Two years ago, major websites such as Wikipedia and Reddit blacked out their services as a form of digital protest against SOPA, the infamous Stop Online Piracy Act . . . Eventually, the widespread outrage over the bill was acknowledged and Congress knocked it off. Various forms of SOPA attempted to make a comeback since the original proposal back in 2011, but none have made it through. Now, though, SOPA might be making a comeback, but in a much sneakier fashion.In other words, the old SOPA policies would be administered on a voluntary basis, meaning the rule of law on the issue would be outsourced to the arbitrary policies of copyright fundamentalists.
On Thursday, the House Judiciary Committee met to discuss copyright reform, but rather than redesign SOPA, it is instead taking the more sinister route of voluntary commitments from individual entities to comply with a ruleset similarly sinister to SOPA.
Hundreds of open source packages, including the Red Hat, Ubuntu,
and Debian
distributions of Linux, are susceptible to attacks that circumvent the most widely used technology to prevent eavesdropping on the Internet, thanks to an extremely critical vulnerability in a widely used cryptographic code library.
The bug in the GnuTLS library makes it trivial for attackers to bypass secure sockets layer (SSL) and Transport Layer Security (TLS) protections available on websites that depend on the open source package.
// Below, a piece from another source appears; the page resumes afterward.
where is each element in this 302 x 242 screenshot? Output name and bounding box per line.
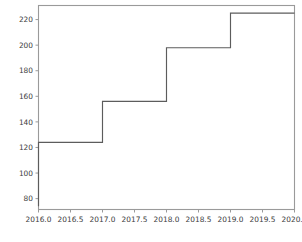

Initial estimates included in Internet discussions such as this one indicate that more than 200 different operating systems or applications rely on GnuTLS to implement crucial SSL and TLS operations, but it wouldn't be surprising if the actual number is much higher. Web applications, e-mail programs, and other code that use the library are vulnerable to exploits that allow attackers monitoring connections to silently decode encrypted traffic passing between end users and servers.
The bug is the result of commands in a section of the GnuTLS code that verify the authenticity of TLS certificates, which are often known simply as X509 certificates.
distributions of Linux, are susceptible to attacks that circumvent the most widely used technology to prevent eavesdropping on the Internet, thanks to an extremely critical vulnerability in a widely used cryptographic code library.
The bug in the GnuTLS library makes it trivial for attackers to bypass secure sockets layer (SSL) and Transport Layer Security (TLS) protections available on websites that depend on the open source package. Initial estimates included in Internet discussions such as this one indicate that more than 200 different operating systems or applications rely on GnuTLS to implement crucial SSL and TLS operations, but it wouldn't be surprising if the actual number is much higher. Web applications, e-mail programs, and other code that use the library are vulnerable to exploits that allow attackers monitoring connections to silently decode encrypted traffic passing between end users and servers.
The bug is the result of commands in a section of the GnuTLS code that verify the authenticity of TLS certificates, which are often known simply as X509 certificates.